Suga’
2020-2021
An immersive experience that features live dance performance as volumetric video in social virtual reality space.
A collaboration with Valencia James, Thomas Wester, Simon Boas, Marin Vesely, Sandrine Malary, Carlos Johns-Davila, and Terri Ayanna Wright
Suga has been included in the Gray Area Festival, SIGGRAPH's Art Gallery, and Sundance’s New Frontiers
About Suga’
Suga’ developed out of Volumetric Performance Toolbox in the context of Eyebeam's Rapid Response program. Volumetric Performance Toolbox set out to make accessible hardware and tools for performers to project themselves into shared virtual spaces in Mozilla Hubs.
My involvement in Suga included the creation of meshes and point clouds for the piece and code contributions to the Volumetric Performance Toolbox.

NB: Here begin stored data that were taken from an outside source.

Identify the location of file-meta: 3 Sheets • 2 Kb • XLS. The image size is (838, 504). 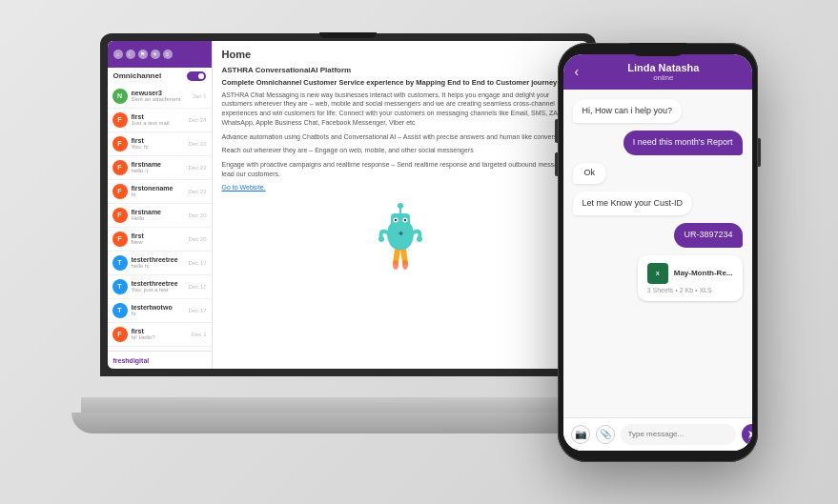
(690, 290).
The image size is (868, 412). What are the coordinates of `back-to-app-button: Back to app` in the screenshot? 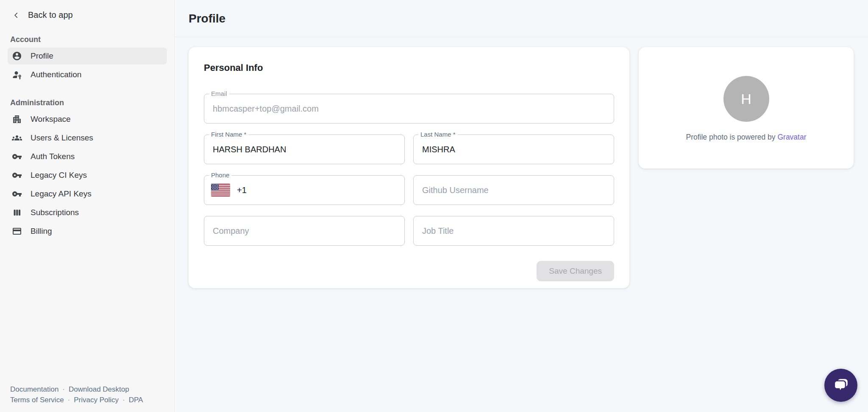 It's located at (93, 15).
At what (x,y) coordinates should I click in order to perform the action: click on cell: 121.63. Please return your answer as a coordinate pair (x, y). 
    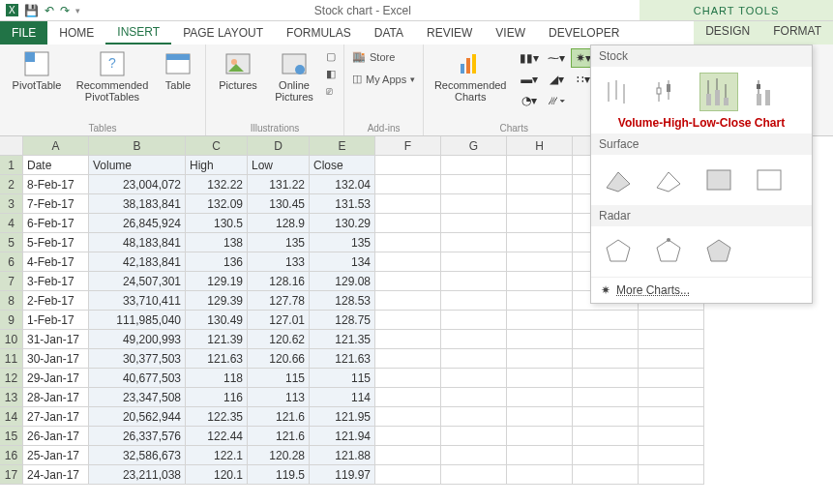
    Looking at the image, I should click on (217, 359).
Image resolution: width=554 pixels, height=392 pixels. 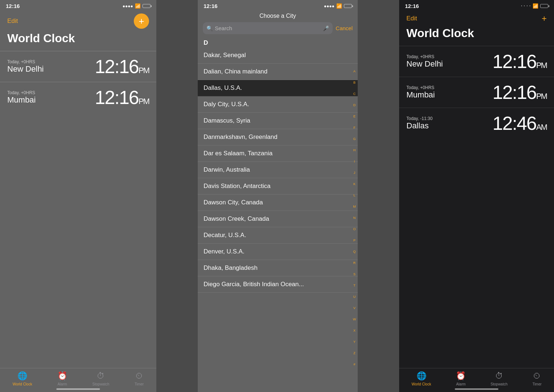 What do you see at coordinates (21, 93) in the screenshot?
I see `clock-subtitle-1: Today, +0HRS` at bounding box center [21, 93].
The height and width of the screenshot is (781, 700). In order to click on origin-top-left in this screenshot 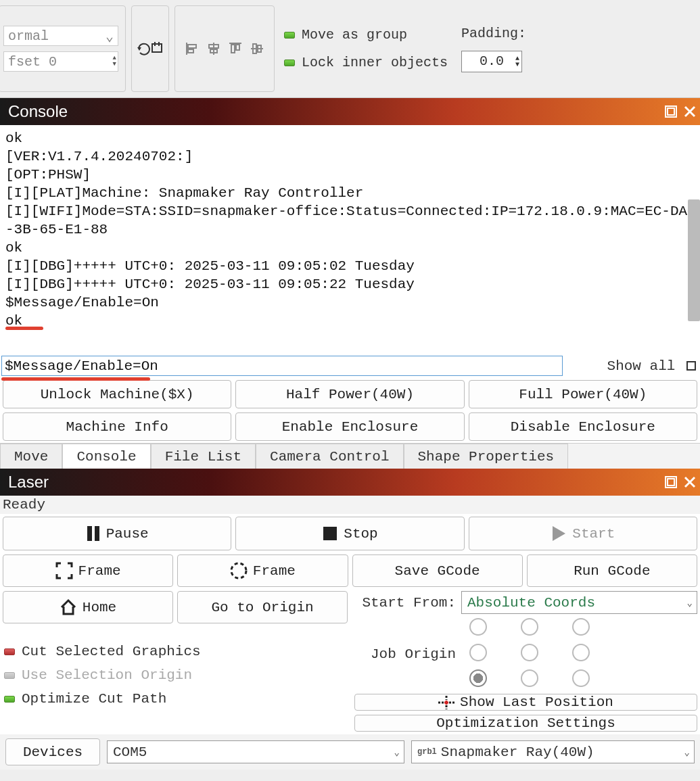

The majority of the time I spent working on Suga went into processing a massive 20gb LIDAR scan of the Annaberg Plantation by Cyark into a mesh or point cloud with a small file size that could be viewed on a range of devices for the web. The biggest challenge in doing so was finding a toolset that would be able to do so without running out of memory. Usually for pointcloud reduction tasks I would go to a tool like Meshlab but I found the process to be prone to crashes. Ultimately working with PDAL (Point Data Abstraction Library) and Python I was able to reduce the pointcloud in a way that didn't overwhelm my hardware.
From there I was able to make aesthetic decisions about abstraction and meshing using Blender and Meshlab. Still working with a large amount of data in Blender I also worked to create solid baking workflows from the high density meshes to simplified and textured models.
Here are some of those models in the context of the piece with scenes designed by Marin Vesely.
Valencia inside of the baked mesh version of the sugar mill from LIDAR
Point cloud version of the Sugarmill from LIDAR
Sugar mill in landscape made from aerial image dataset
Forest of Commemoration point cloud from LIDAR
In the realm of code contributions, I helped develop an interface that masked and encoded streams from the Azure Kinect to be rendered in Hubs. I worked closely with Thomas Wester to bridge the gap between Hubs and the Kinect input.